Precisely controlling the temperature and humidity of an oven means you can better control the actual temperature of the food inside it. And that’s what really matters. A chicken breast cooked to 60 °C is moist and delicious; cooked to 65 °C, it’s dry. An oven-baked omelet can be exquisite. But in today’s ovens it is nearly impossible to cook one properly, because a difference of even a few degrees from the perfect conditions—82 °C and 100 percent humidity—will produce either a runny omelet or one that’s dry and brittle.
Some other interesting technologies that make ovens more useful are already on the market. Newer models of steam ovens by Wolf Appliance have a “slow roast” mode that allows the cook to enter a serving time. Ovens made by Rational measure the core temperature of the food using a probe. The probe has five separate sensors; the machine’s digital control chooses the one placed deepest into the food. That way, you don’t need to hit the food dead center with the tip of the probe. The oven adjusts the temperature of the oven cavity automatically to control the rate at which the core temperature of the food rises.
These developments are encouraging but isolated. An oven could be manufactured today that could incorporate many of the technologies now available and go a long way toward turning today’s mere brick dryer into a true food cooker. It would have wet- and dry-bulb temperature controls, better thermostats, probes to go inside food, and sensors that detect hot and cold spots. All these features would add just a few hundred dollars to the cost of the parts.
And adding just a little more intelligence to the oven could take us even further. A smarter oven would use both advanced sensing and mathematical modeling to observe and project the temperature trajectory within the food. It could then adjust its heating mode and intensity to create the optimal conditions for cooking that type of food or simply to have good, if not perfect, food ready at a selected time.
But why stop there? With ideal technology, you could put different parts of your meal in a single oven and it could figure out how to cook them so that they were all done at the same time in the way you want them. To do that, we need a way to focus just the right amount of energy on each part of the food and to measure how it responds to the energy. This would likely require ovens made out of new materials—not just sheet metal—that could be monitored and controlled in finely grained detail: Imagine an LCD in which each pixel gives off not colored light but powerful infrared energy. When you put a slice of toast on top, you could control how much heat is delivered to each spot on the toast—resulting in evenly toasted bread, or, perhaps, toast with a shaded image on its surface. That would be the ultimate cooking technology.

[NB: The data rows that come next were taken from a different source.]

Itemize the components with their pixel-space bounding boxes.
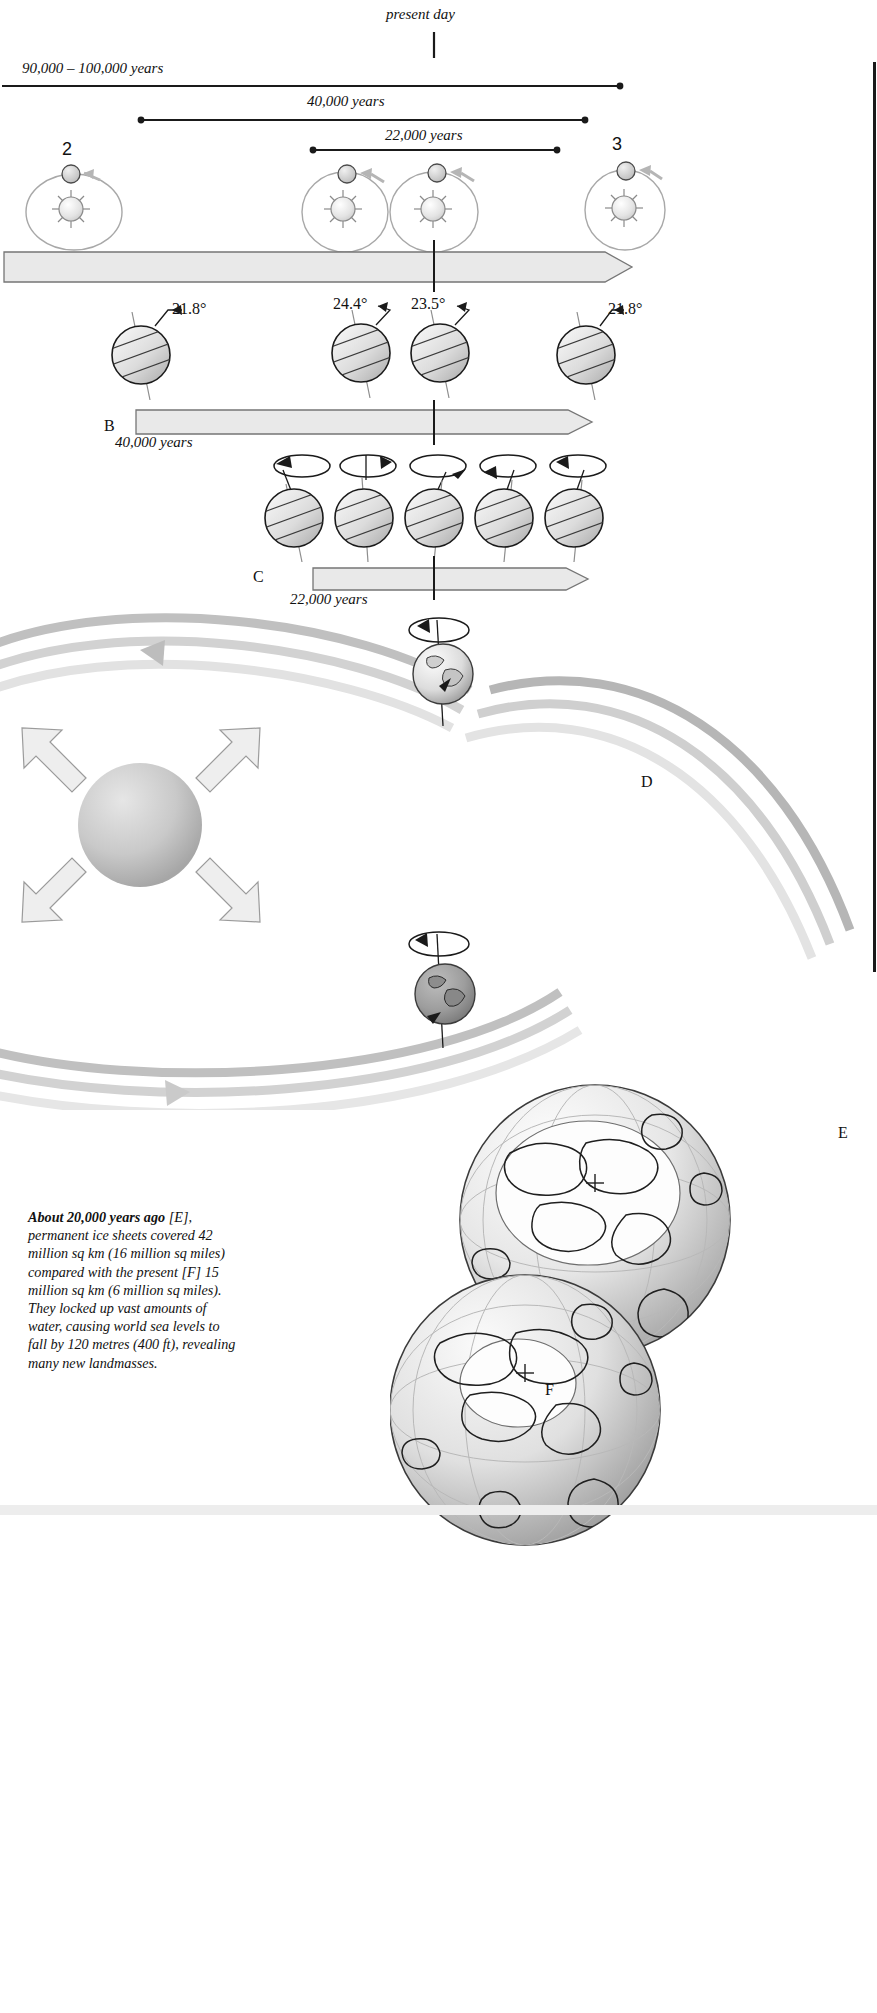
earth-globe-d-bottom [395, 920, 545, 1055]
tilted-globes-group-b [0, 290, 877, 410]
orbit-diagram-1 [26, 165, 122, 250]
timeline-label-obliquity: 40,000 years [307, 93, 385, 110]
orbit-direction-arrow-bottom [165, 1080, 190, 1106]
sun-icon [52, 190, 90, 228]
sun-icon [324, 190, 362, 228]
earth-icon [62, 165, 80, 183]
section-label-f: F [545, 1381, 554, 1399]
ray-arrow-upright [196, 728, 260, 792]
tilted-globe-1 [108, 305, 182, 400]
section-label-d: D [641, 773, 653, 791]
ray-arrow-upleft [22, 728, 86, 792]
present-day-marker-a [425, 240, 445, 292]
figure-canvas: present day 90,000 – 100,000 years 40,00… [0, 0, 877, 2013]
page-rule-right-upper [873, 62, 876, 972]
caption-lead: About 20,000 years ago [28, 1209, 165, 1225]
ray-arrow-downright [196, 858, 260, 922]
caption-ref-f: [F] [181, 1264, 201, 1280]
tilted-globe-2 [328, 302, 394, 398]
eccentricity-endpoint-dot [617, 83, 624, 90]
precession-globe-2 [331, 455, 397, 562]
orbit-diagram-2 [302, 165, 388, 252]
sun-body [78, 763, 202, 887]
ice-age-globes-group [390, 1065, 877, 1625]
orbit-diagram-3 [390, 164, 478, 252]
ray-arrow-downleft [22, 858, 86, 922]
precession-cone-d-top [409, 618, 469, 642]
present-day-marker-b [425, 400, 445, 445]
sun-icon [414, 190, 452, 228]
obliquity-start-dot [138, 117, 145, 124]
present-day-marker-c [425, 556, 445, 600]
sun-icon [605, 189, 643, 227]
bar-caption-b: 40,000 years [115, 434, 193, 451]
figure-caption: About 20,000 years ago [E], permanent ic… [28, 1208, 238, 1372]
page-band-bottom [0, 1505, 877, 1515]
sun-with-rays [22, 728, 260, 922]
tilted-globe-3 [407, 302, 473, 398]
orbit-diagram-4 [585, 162, 665, 250]
obliquity-end-dot [582, 117, 589, 124]
caption-ref-e: [E] [169, 1209, 189, 1225]
precession-globe-5 [541, 455, 607, 562]
precession-globe-1 [261, 455, 330, 562]
earth-icon [338, 165, 356, 183]
precession-cone-ellipse [274, 455, 330, 477]
earth-globe-d-top [395, 608, 535, 733]
section-label-e: E [838, 1124, 848, 1142]
earth-icon [428, 164, 446, 182]
precession-cone-d-bottom [409, 932, 469, 956]
timeline-label-eccentricity: 90,000 – 100,000 years [22, 60, 163, 77]
precession-globe-4 [471, 455, 537, 562]
timeline-label-precession: 22,000 years [385, 127, 463, 144]
precession-globe-3 [401, 455, 467, 562]
earth-icon [617, 162, 635, 180]
bar-caption-c: 22,000 years [290, 591, 368, 608]
tilted-globe-4 [553, 305, 624, 400]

This article originally appeared in print as “Recipe for a Better Oven.”

About the Author

Nathan Myhrvold, founder of Intellectual Ventures and the Cooking Lab and former chief technology officer of Microsoft, cooked his family’s Thanksgiving dinner at age 9. Myhrvold and freelance writer W. Wayt Gibbs have collaborated on two noteworthy culinary works: the six-volume Modernist Cuisine: The Art and Science of Cooking (2011) and Modernist Cuisine at Home (2012).